The ‘Girls’ predecessor that’s one of the great cult movies of 1970s
Oh Lena Dunham. Whether it’s on TV or in real life, she really does have a habit of splitting opinion like few other modern figures in entertainment.
On the one hand, Girls was exactly what the culture needed in 2012. A bracing, unvarnished and somewhat unflattering look at what it meant to be a young woman in the early 21st century. The many joys, the many annoyances and the many, many, many more ways that it made you want to jump in front of a train. What’s more, being a woman, many people thought that Dunham wasn’t anywhere near as in on the joke as she actually was.
Yes, Girls was a bit pretentious. That was the joke. Yes, Girls was slightly self-absorbed. That was the joke. There’s no denying that the backlash that Girls underwent, along with Dunham in general, was a product of the virulent misogyny of the time. However, that’s not to say that Girls, and the work of Lena Dunham in general, wasn’t due for some pretty heavy criticism.
Most prominently, there’s the commonly cited criticism of Girls being a show that claimed to be an honest, unvarnished look at life in 21st-century Brooklyn that was whiter than a bukkaked snowman. An L that the show had to carry long after they introduced some long overdue characters that weren’t white. However, if you take a look at cinema from the late 1970s, you’ll find a lesser spotted criticism of Dunham’s legacy.
For all the “bravery” of Dunham’s vision, another filmmaker essentially told her story over three decades before her.

What was ‘Girlfriends’?
Stop me if you think you’ve heard this one before. A pensive, funny and grounded look at modern femininity told via the story of a young woman struggling to make it as a creative in New York City, juggling the stresses of dating and family while still remaining close with her circle of female friends. Nope, I’m not restating the hook of Dunham’s TV show, but the basic plot of 1978s Girlfriends, directed by Claudia Weill and written by Vicki Polon.
It starred Melanie Mayron as the brash photographer Susan Weinblatt, and feels like a thrillingly modern film despite the fact that it’s almost 50. Not only is Girlfriends something of a creative miracle, juggling a warm-hearted tone with a gritty realism that never step on each other’s toes, it’s also a miracle that it exists at all. It was a passion project of Weill’s, who spent three years developing it from a 30-minute short funded by the American Film Institute to a full-length motion picture.
This was achieved by Weill pitching the film to any funding project she could find, scraping together the rest of its $500,000 budget from private investors, then hoping a major studio would take a punt on it. Despite the fact that this was a low-key, deeply feminist comedy about Jewish women in New York City, a film like that could still get a foothold in 1970s Hollywood, and it was picked up by Warner Bros Pictures for distribution.
Don’t just take my word for its quality. When Girlfriends can get the seal of approval from as demanding a taskmaster like Stanley Kubrick, it can impress anyone. In an interview with Vicente Molina Foix, the great visionary director said the film “was one of the very rare American films that I would compare with the serious, intelligent, sensitive writing and filmmaking that you find in the best directors in Europe. It wasn’t a success, I don’t know why; it should have been. Certainly I thought it was a wonderful film. It seemed to make no compromise to the inner truth of the story, you know, the theme and everything else.”
Now, none of this is to say that we don’t need stories about modern femininity because Girlfriends did it in the late 1970s. Nothing could be further from the truth. However, it is always worth remembering that stories like this have been told for generations, and there’s so much we can learn if we take the time to find them.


- Problem description -
All of the records should be reproduced word for word, but no images may appear in the copy.
[[ Input data, beginning ]]
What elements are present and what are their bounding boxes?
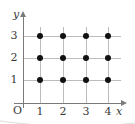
- x-tick-label-3: 3: [79, 106, 93, 118]
- x-tick-label-1: 1: [33, 106, 47, 118]
- coordinate-grid-figure: 3 2 1 1 2 3 4 y x O: [0, 0, 135, 124]
- data-point: [83, 55, 89, 61]
- y-tick-label-3: 3: [7, 30, 21, 42]
- data-point: [83, 77, 89, 83]
- data-point: [83, 33, 89, 39]
- y-axis-arrowhead-icon: [20, 11, 26, 17]
- origin-label: O: [13, 105, 22, 117]
- data-point: [60, 33, 66, 39]
- data-point: [37, 33, 43, 39]
- data-point: [37, 55, 43, 61]
- data-point: [105, 55, 111, 61]
- data-point: [60, 77, 66, 83]
- data-point: [105, 77, 111, 83]
- data-point: [105, 33, 111, 39]
- data-point: [60, 55, 66, 61]
- page-edge-curve-icon: [0, 119, 135, 124]
- y-tick-label-1: 1: [7, 74, 21, 86]
- x-tick-label-4: 4: [101, 106, 115, 118]
- y-axis-line: [23, 17, 24, 108]
- x-axis-line: [14, 103, 122, 104]
- data-point: [37, 77, 43, 83]
- x-tick-label-2: 2: [56, 106, 70, 118]
- y-tick-label-2: 2: [7, 52, 21, 64]
- y-axis-label: y: [13, 9, 19, 21]
- x-axis-label: x: [116, 106, 122, 118]
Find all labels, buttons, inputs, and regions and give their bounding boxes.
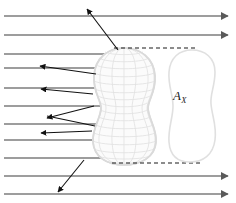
scattered-ray-left-5: [41, 131, 92, 133]
scattered-ray-left-1: [40, 66, 96, 74]
figure-canvas: [0, 0, 236, 203]
scattering-figure: AX: [0, 0, 236, 203]
projected-cross-section-outline: [169, 50, 216, 162]
cross-section-area-subscript: X: [181, 95, 186, 105]
cross-section-area-symbol: A: [173, 88, 181, 103]
scattered-ray-left-3: [47, 106, 94, 118]
scattered-ray-up: [87, 9, 118, 50]
wireframe-body: [93, 48, 156, 165]
cross-section-area-label: AX: [173, 88, 186, 104]
scattered-ray-left-2: [41, 89, 93, 94]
[[ Input data, end ]]
- Result for this exercise -
What elements are present and what are their bounding boxes?
- x-tick-label-3: 3: [79, 106, 93, 118]
- x-tick-label-1: 1: [33, 106, 47, 118]
- coordinate-grid-figure: 3 2 1 1 2 3 4 y x O: [0, 0, 135, 124]
- data-point: [83, 55, 89, 61]
- y-tick-label-3: 3: [7, 30, 21, 42]
- data-point: [83, 77, 89, 83]
- data-point: [83, 33, 89, 39]
- y-axis-arrowhead-icon: [20, 11, 26, 17]
- origin-label: O: [13, 105, 22, 117]
- data-point: [60, 33, 66, 39]
- data-point: [37, 33, 43, 39]
- data-point: [37, 55, 43, 61]
- data-point: [105, 55, 111, 61]
- data-point: [60, 77, 66, 83]
- data-point: [105, 77, 111, 83]
- data-point: [105, 33, 111, 39]
- data-point: [60, 55, 66, 61]
- page-edge-curve-icon: [0, 119, 135, 124]
- y-tick-label-1: 1: [7, 74, 21, 86]
- x-tick-label-4: 4: [101, 106, 115, 118]
- y-axis-line: [23, 17, 24, 108]
- x-axis-line: [14, 103, 122, 104]
- data-point: [37, 77, 43, 83]
- x-tick-label-2: 2: [56, 106, 70, 118]
- y-tick-label-2: 2: [7, 52, 21, 64]
- y-axis-label: y: [13, 9, 19, 21]
- x-axis-label: x: [116, 106, 122, 118]
Find all labels, buttons, inputs, and regions and give their bounding boxes.
scattered-ray-left-5: [41, 131, 92, 133]
scattered-ray-left-1: [40, 66, 96, 74]
figure-canvas: [0, 0, 236, 203]
scattering-figure: AX: [0, 0, 236, 203]
projected-cross-section-outline: [169, 50, 216, 162]
cross-section-area-subscript: X: [181, 95, 186, 105]
cross-section-area-symbol: A: [173, 88, 181, 103]
scattered-ray-left-3: [47, 106, 94, 118]
scattered-ray-up: [87, 9, 118, 50]
wireframe-body: [93, 48, 156, 165]
cross-section-area-label: AX: [173, 88, 186, 104]
scattered-ray-left-2: [41, 89, 93, 94]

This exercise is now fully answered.